A European Union official is to visit Damascus Thursday in an effort to improve ties with Syria, which has allied itself with Iran, Hizbullah and Hamas.

EU Commissioner for Enlargement Stefan Fule wants to activate the EU-Syrian Partnership agreement that was signed in 2004 following years of negotiations. The agreement was put on ice after the assassination of Lebanon’s former anti-Syrian Prime Minister, Rafik Hariri, in a bloody car bomb massacre in Beirut the following year.

Last year, the EU said it was prepared to sign a Syrian-European Partnership Agreement, and the ceremony was planned for Luxembourg on Tuesday. However, Damascus has asked to postpone the ceremony, explaining that it wants more time to consider the agreement’s impact on its economy.

The United States has labeled Syria a country that supports terror, but U.S. President Barack Obama has tried to “engage” Syrian President Bashar Assad in the “diplomatic process” for regional peace in the Middle East. Congress has balked at approving his request to return Washington’s ambassador to Damascus. The former envoy was recalled after the murder of Hariri, which has been widely pinned on Syria and the Hizbullah terrorist organization.

Damascus also is the home of Hamas, which officially does not have ties with the EU, but which has softened its stand in recent months.
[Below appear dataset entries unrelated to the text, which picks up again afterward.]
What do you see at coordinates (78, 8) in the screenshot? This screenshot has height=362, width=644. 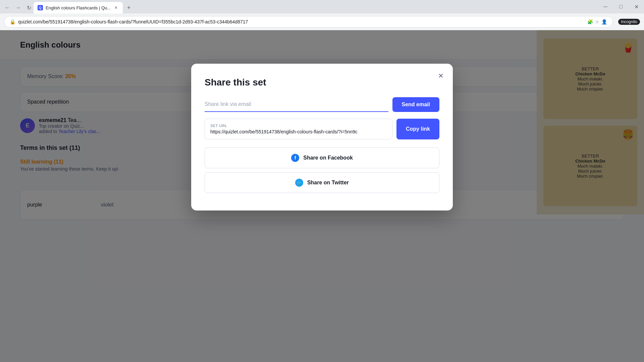 I see `active-tab: Q English colours Flashcards | Qu... ✕` at bounding box center [78, 8].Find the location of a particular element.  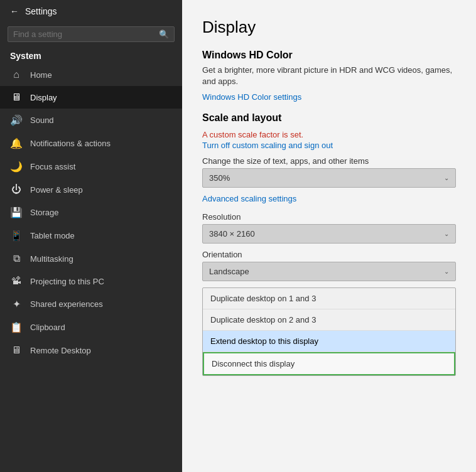

sidebar-item-multitasking: ⧉Multitasking is located at coordinates (91, 259).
A senior official of the United Nations Refugee and Works Agency (UNRWA), which is prominent in Hamas-controlled Gaza, said last week that European officials are in contact with Hamas.
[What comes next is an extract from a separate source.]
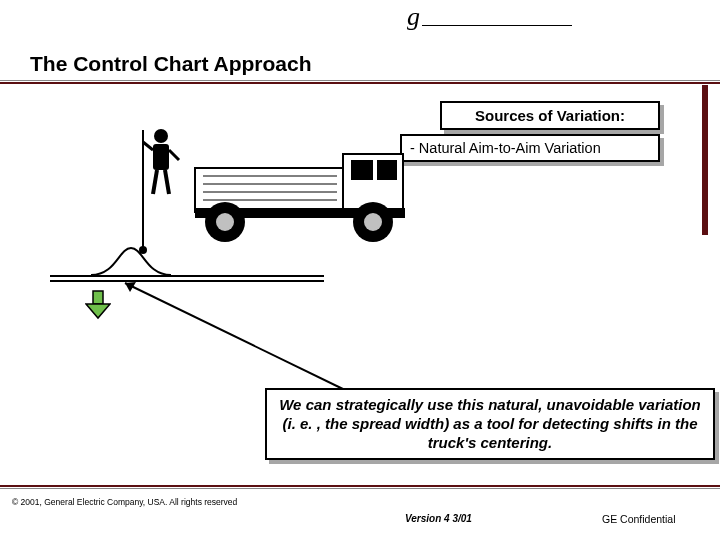 This screenshot has width=720, height=540. I want to click on confidential-text: GE Confidential, so click(639, 519).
“I think it’s fair to say that all governments, whether they admit it or not, have had discrete contact with Hamas,” Andrew Whitley, outgoing director of the UNRWA’s New York office, said last week.

One field in which Syria is engaging European countries is solar and wind energy in the country’s desert area. German Desertec Company of Desert Tech and Cham Holding Company stated in a press conference that the idea of "generating electricity from the solar energy in the Syrian Desert is under discussion,” the Syrian news agency SANA reported.